Alan Moore’s 1986 comic seriesWatchmenhas long been seen as the North Star of the world of graphic novels. Despite claims that the comics simply cannot be adapted properly, many major filmmakers have taken a stab at making films and shows based on the world ofWatchmen. One such filmmaker was Paul Greengrass, who revealed during theHappy Sad ConfusedPodcast that he once pitched his own take on the comics that would have strayed far from the source material.
“Whatever the vision was, I didn’t articulate it clearly because the movie never got made. In essence, what it was-and I loved the graphic novel, and I loved Zack [Snyder’s 2009 Watchmen] movie, by the way, which wasa very faithful renditionof it. My view was, I didn’t want to do a faithful adaptation, and that might have been a disastrous endeavor and perhaps why I didn’t get the movie made.”
While theWatchmencomics technically take place in a world of superheroes, there is only one true blue superhero in the whole story, the Godlike Doctor Manhattan. All the other heroes are normal humans who put on capes and masks to fight crime. According toPaul Greengrass, his intention was to take that “realistic” standard of ordinary superheroes and apply it to the entire movie, to the extent that all the supernatural events that take place in the story are shown to be mere delusions.
“I wanted to believe these characters lived in the real world and that a lot of what they were thinking and doing was delusional. And don’t get me wrong, [you might say], ‘Oh, like the ‘Joker,’ and that I had the idea first because it’s not true at all and I thought theJokerwas an absolutely brilliant film. But there was something in ‘theJokerthat had [a similar] quality to it. The ‘Joker’ was in a real world, and he was filled with delusions, and [so the story idea was] superheroes’ identities were within people’s minds and were interior delusions as opposed to actualities. And the [movie] idea would have been where [the two ideas] join, if that makes sense.”
In the end, the studio did not choose Greengrass’ take onWatchmen. But he was not the only filmmaker desirous of making a grounded superhero movie. According to Greengrass, Christopher Nolan took thatidea of realistic superheroesto great heights with hisThe Dark Knighttrilogy of movies.
“I’m not sure if [my take on Watchmen] would have worked, but I’ve always thought about that. I think Christopher Nolan did it far, far better than I could with ‘Batman.’ Cause that’s what he did with Batman in a funny way, [he grounded it]. [Gotham] was the perfect place where you could make those characters live in a world that felt real and yet wasn’t real.”
While Greengrass never made a superhero movie after his failedWatchmenpitch, the filmmaker is not against the idea of making a film in that genre at some point in the future. “I wouldn’t say I would never make one of those movies,” he said. “I always think about them, you know?” This news originatedhere.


Requirement -
Transcribe the records in full, keeping every character as it is.

[Start of Attachment]

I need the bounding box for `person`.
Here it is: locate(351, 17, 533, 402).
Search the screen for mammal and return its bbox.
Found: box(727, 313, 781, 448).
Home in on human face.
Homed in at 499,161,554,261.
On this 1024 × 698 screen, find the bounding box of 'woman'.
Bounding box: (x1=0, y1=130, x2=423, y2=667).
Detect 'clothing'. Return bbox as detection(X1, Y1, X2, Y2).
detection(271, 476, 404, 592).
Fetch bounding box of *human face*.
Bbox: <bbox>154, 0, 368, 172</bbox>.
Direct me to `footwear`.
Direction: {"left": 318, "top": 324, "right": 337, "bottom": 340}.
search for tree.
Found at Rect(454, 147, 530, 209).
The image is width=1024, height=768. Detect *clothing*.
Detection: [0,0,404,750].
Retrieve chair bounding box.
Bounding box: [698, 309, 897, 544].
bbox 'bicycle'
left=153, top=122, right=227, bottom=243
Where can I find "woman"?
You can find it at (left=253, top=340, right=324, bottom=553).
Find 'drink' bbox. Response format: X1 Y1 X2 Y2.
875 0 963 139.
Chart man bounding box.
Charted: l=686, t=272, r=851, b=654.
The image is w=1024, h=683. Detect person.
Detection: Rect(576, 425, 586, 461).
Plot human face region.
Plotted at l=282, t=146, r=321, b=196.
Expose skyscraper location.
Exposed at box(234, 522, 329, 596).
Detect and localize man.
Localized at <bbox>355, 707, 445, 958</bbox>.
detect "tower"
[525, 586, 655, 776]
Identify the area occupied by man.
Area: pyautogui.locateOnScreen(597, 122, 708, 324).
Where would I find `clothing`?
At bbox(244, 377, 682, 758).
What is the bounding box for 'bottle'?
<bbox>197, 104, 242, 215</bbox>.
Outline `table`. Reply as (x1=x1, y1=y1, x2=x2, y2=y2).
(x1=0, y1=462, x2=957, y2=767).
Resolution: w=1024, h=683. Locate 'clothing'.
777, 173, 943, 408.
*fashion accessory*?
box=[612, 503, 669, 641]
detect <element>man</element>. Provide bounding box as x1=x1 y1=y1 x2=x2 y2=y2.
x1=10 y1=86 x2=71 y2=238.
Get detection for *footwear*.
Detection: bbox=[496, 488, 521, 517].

[End of Attachment]

Response below -
I need the bounding box for `person`.
Here it is: locate(351, 17, 533, 402).
Search the screen for mammal and return its bbox.
Found: box(727, 313, 781, 448).
Home in on human face.
Homed in at 499,161,554,261.
On this 1024 × 698 screen, find the bounding box of 'woman'.
Bounding box: (x1=0, y1=130, x2=423, y2=667).
Detect 'clothing'. Return bbox as detection(X1, Y1, X2, Y2).
detection(271, 476, 404, 592).
Fetch bounding box of *human face*.
Bbox: <bbox>154, 0, 368, 172</bbox>.
Direct me to `footwear`.
Direction: {"left": 318, "top": 324, "right": 337, "bottom": 340}.
search for tree.
Found at Rect(454, 147, 530, 209).
The image is width=1024, height=768. Detect *clothing*.
Detection: [0,0,404,750].
Retrieve chair bounding box.
Bounding box: [698, 309, 897, 544].
bbox 'bicycle'
left=153, top=122, right=227, bottom=243
Where can I find "woman"?
You can find it at (left=253, top=340, right=324, bottom=553).
Find 'drink' bbox. Response format: X1 Y1 X2 Y2.
875 0 963 139.
Chart man bounding box.
Charted: l=686, t=272, r=851, b=654.
The image is w=1024, h=683. Detect person.
Detection: Rect(576, 425, 586, 461).
Plot human face region.
Plotted at l=282, t=146, r=321, b=196.
Expose skyscraper location.
Exposed at box(234, 522, 329, 596).
Detect and localize man.
Localized at <bbox>355, 707, 445, 958</bbox>.
detect "tower"
[525, 586, 655, 776]
Identify the area occupied by man.
Area: pyautogui.locateOnScreen(597, 122, 708, 324).
Where would I find `clothing`?
At bbox(244, 377, 682, 758).
What is the bounding box for 'bottle'?
<bbox>197, 104, 242, 215</bbox>.
Outline `table`. Reply as (x1=x1, y1=y1, x2=x2, y2=y2).
(x1=0, y1=462, x2=957, y2=767).
Resolution: w=1024, h=683. Locate 'clothing'.
777, 173, 943, 408.
*fashion accessory*?
box=[612, 503, 669, 641]
detect <element>man</element>. Provide bounding box as x1=x1 y1=y1 x2=x2 y2=y2.
x1=10 y1=86 x2=71 y2=238.
Get detection for *footwear*.
Detection: bbox=[496, 488, 521, 517].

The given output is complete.